Sorry I can't understand what you are trying to do !
what is your data :
line, poly?
is it topological (if yes how did you build it?).
What is the problem you are trying to solve ? (snapping in the topology
model, or snapping of your non topological data?).
You seems to begin in plpgsql, may I
Remi –
Thanks. I am trying to generate nodes I think based on endpoints. A separate
list of nodes does not exist at the onset of this procedure. At least, that is
my perception.
I included the following at the bottom of the function:
END$$;'
EXECUTE 'return ' ||
Hi Nicolas,
Thanks for the detailed description that make the unclear clear...
Now I feel ready to implement ...
Your support is a great example for the strength of the open source
community ...
BR.
Ofer
On Tue, Feb 10, 2015 at 11:07 AM, Nicolas Ribot nicolas.ri...@gmail.com
wrote:
Hi
Hi Ofer,
Some precisions regarding the query I sent:
A topoGeometry objects stores the following information (
http://postgis.net/docs/manual-2.1/topogeometry.html):
• topopology_id: id of the topology, as stored in the Topology metadata
• layer_id : the id of the layer in the topology
• id:
Hmm, any thoughts on this? Just to expand my use case: I have a time series of
images that are all spatially aligned, i.e. same size, geo-location, pixel
spacing, projection.
Thus, raster2pgsql -R would always create the same tiled raster entries for
each image where only the (binary) file name
Hey,
nice project =)
If you use something like qgis, each user can easily have a dozen
connection open to server, so with 10 users, you may need to use something
like pgpool.
About hardware dimension, it is more a question for postgres list.
You may stress that your usage is probably mostly
Bborie,
In the meantime, I managed to use postgresql overlay to change the filename in
the rast, but this results in a bytea which cannot be cached back to a raster.
I found a 2013 thread
http://lists.osgeo.org/pipermail/postgis-users/2013-June/037163.html which
asked for bytea - raster
The input data consists of (millions) of digitized line strings. Despite
efforts to avoid gaps at the endpoints, gaps do occur. This function is
reconcile the slight differences (within a tolerance) and queue the others for
review and edit.
The actual conversion from unconnected linestrings
Hey Rémi,
Thanks for the feedback! Exactly the type of information I'm looking for.

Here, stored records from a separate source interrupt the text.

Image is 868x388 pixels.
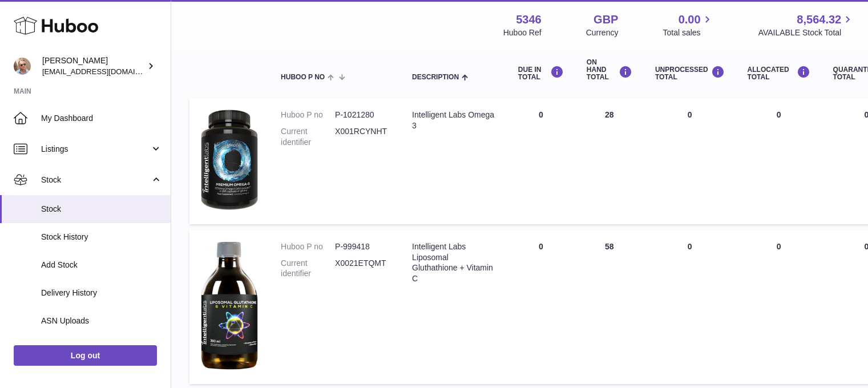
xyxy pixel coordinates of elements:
span: Huboo P no [281,74,325,81]
dt: Huboo P no [281,241,335,252]
span: Stock History [41,232,162,243]
span: Total sales [663,27,714,38]
span: 0.00 [679,12,701,27]
div: Huboo Ref [504,27,542,38]
img: product image [201,110,258,210]
span: Stock [41,204,162,215]
img: support@radoneltd.co.uk [14,58,31,75]
strong: GBP [594,12,618,27]
dd: P-999418 [335,241,389,252]
span: AVAILABLE Stock Total [758,27,855,38]
div: DUE IN TOTAL [518,65,564,81]
span: Listings [41,144,150,155]
dd: X001RCYNHT [335,126,389,148]
a: 8,564.32 AVAILABLE Stock Total [758,12,855,38]
td: 0 [507,98,575,224]
td: 58 [575,230,644,385]
a: Log out [14,345,157,366]
span: My Dashboard [41,113,162,124]
a: 0.00 Total sales [663,12,714,38]
td: 0 [507,230,575,385]
span: [EMAIL_ADDRESS][DOMAIN_NAME] [43,67,168,76]
div: ON HAND Total [587,59,632,82]
td: 0 [644,230,737,385]
div: ALLOCATED Total [747,65,810,81]
td: 0 [736,98,822,224]
dt: Huboo P no [281,110,335,121]
dd: X0021ETQMT [335,258,389,280]
div: Intelligent Labs Omega 3 [412,110,495,131]
div: Intelligent Labs Liposomal Gluthathione + Vitamin C [412,241,495,285]
td: 0 [644,98,737,224]
span: 8,564.32 [797,12,841,27]
strong: 5346 [516,12,542,27]
span: Add Stock [41,260,162,271]
td: 28 [575,98,644,224]
div: Currency [586,27,619,38]
span: Delivery History [41,288,162,298]
dt: Current identifier [281,126,335,148]
span: Description [412,74,459,81]
img: product image [201,241,258,370]
span: ASN Uploads [41,316,162,326]
div: [PERSON_NAME] [43,55,145,77]
div: UNPROCESSED Total [655,65,725,81]
span: Stock [41,175,150,185]
dd: P-1021280 [335,110,389,121]
td: 0 [736,230,822,385]
dt: Current identifier [281,258,335,280]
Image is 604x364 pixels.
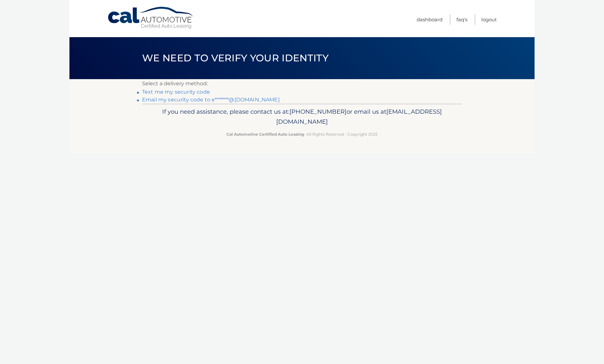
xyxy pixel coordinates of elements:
a: FAQ's [456,14,467,25]
span: We need to verify your identity [142,52,328,64]
strong: Cal Automotive Certified Auto Leasing [227,131,304,137]
a: Dashboard [417,14,442,25]
p: - All Rights Reserved - Copyright 2025 [146,131,458,138]
a: Cal Automotive [107,7,194,30]
a: Logout [481,14,497,25]
span: [PHONE_NUMBER] [289,108,346,115]
p: Select a delivery method: [142,79,462,88]
a: Text me my security code [142,89,210,95]
a: Email my security code to e*******@[DOMAIN_NAME] [142,96,280,102]
p: If you need assistance, please contact us at: or email us at [146,107,458,127]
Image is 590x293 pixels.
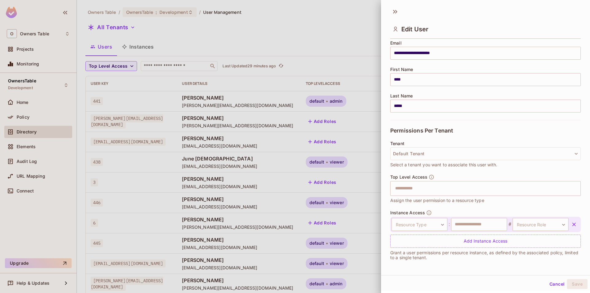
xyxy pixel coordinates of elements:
[390,250,581,260] p: Grant a user permissions per resource instance, as defined by the associated policy, limited to a...
[390,141,405,146] span: Tenant
[448,221,451,228] span: :
[390,41,402,45] span: Email
[390,197,484,204] span: Assign the user permission to a resource type
[578,188,579,189] button: Open
[390,161,497,168] span: Select a tenant you want to associate this user with.
[567,279,588,289] button: Save
[507,221,513,228] span: #
[547,279,567,289] button: Cancel
[390,147,581,160] button: Default Tenant
[390,235,581,248] div: Add Instance Access
[390,67,413,72] span: First Name
[401,26,428,33] span: Edit User
[390,128,453,134] span: Permissions Per Tenant
[390,210,425,215] span: Instance Access
[390,175,428,180] span: Top Level Access
[390,93,413,98] span: Last Name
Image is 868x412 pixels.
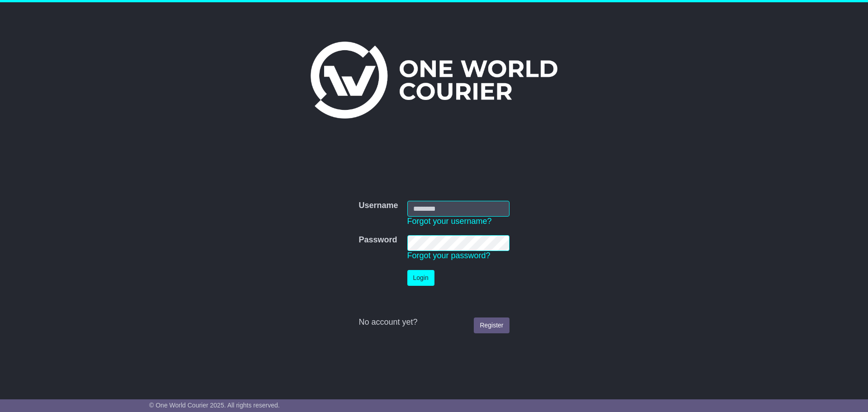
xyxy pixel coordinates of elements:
img: One World [311,42,557,118]
a: Register [474,317,509,333]
label: Password [359,235,397,245]
a: Forgot your password? [407,251,490,260]
label: Username [359,201,398,211]
a: Forgot your username? [407,216,492,226]
div: No account yet? [359,317,509,327]
button: Login [407,270,434,286]
span: © One World Courier 2025. All rights reserved. [149,401,280,409]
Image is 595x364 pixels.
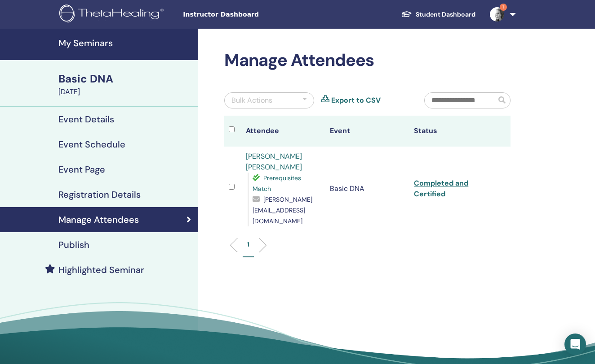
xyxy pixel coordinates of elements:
[252,196,312,226] span: [PERSON_NAME][EMAIL_ADDRESS][DOMAIN_NAME]
[393,6,483,23] a: Student Dashboard
[224,50,510,71] h2: Manage Attendees
[414,178,468,198] a: Completed and Certified
[232,95,272,106] div: Bulk Actions
[401,11,412,18] img: graduation-cap-white.svg
[564,334,585,355] div: Open Intercom Messenger
[183,10,318,19] span: Instructor Dashboard
[331,95,381,106] a: Export to CSV
[499,4,507,11] span: 1
[326,116,409,147] th: Event
[58,86,193,98] div: [DATE]
[58,215,139,226] h4: Manage Attendees
[58,139,125,150] h4: Event Schedule
[58,38,193,48] h4: My Seminars
[489,7,504,21] img: default.jpg
[247,240,249,250] p: 1
[53,72,198,98] a: Basic DNA[DATE]
[58,239,89,251] h4: Publish
[59,5,167,24] img: logo.png
[252,174,301,193] span: Prerequisites Match
[58,114,114,125] h4: Event Details
[58,72,193,86] div: Basic DNA
[58,165,105,175] h4: Event Page
[246,152,301,172] a: [PERSON_NAME] [PERSON_NAME]
[326,147,409,231] td: Basic DNA
[58,190,141,200] h4: Registration Details
[409,116,493,147] th: Status
[58,264,144,276] h4: Highlighted Seminar
[241,116,326,147] th: Attendee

Before commenting further, if anyone has another experience about such a
multi-user PostGIS server in a small unit, please feel free to share! The
more I get from actual users, with different experience and
Others gave lots of good feedback, but let me chime in.
* I didn't know about pgpool. It looks like it may come in handy if there
connections become sluggish or simply impossible due to too many users. I
will definitely keep this under my hat, although I understand it is a
UNIX-only
Hi,
I am a newbie to Postgres/PostGIS and have a long running query that I would
like to optimize.
There are two tables (trip and zone) that I am joining in the query, one which
has startloc and endloc columns with type Geometry(Point) and other which
contains a Geometry(MultiPolygon). There
Hey Guido,
ST_SetBandPath doesn't exist but sounds like a worthwhile addition. Can you
file a ticket for that?
http://trac.osgeo.org/postgis/
In the meantime, a workaround is to use symbolic links or mount points.
-bborie
On Tue, Feb 10, 2015 at 2:34 AM, guido lemoine
@ Stephen, I concur with the replies of Remi and strk from an earlier posting
from you several weeks back. If you trying to do topological cleaning, then
perhaps reconsider your tool of choice - e.g. consider doing it in GRASS.
If your use case is simpler, then you may be able to achieve
You didn't talk about backup, it is essential (raid, replication, backup
script?).
I'm sorry to be that guy: RAID is NOT a backup. Unless you snapshot
your replication machine, replication isn't a backup either (though,
like RAID, it enables High Availability (HA)).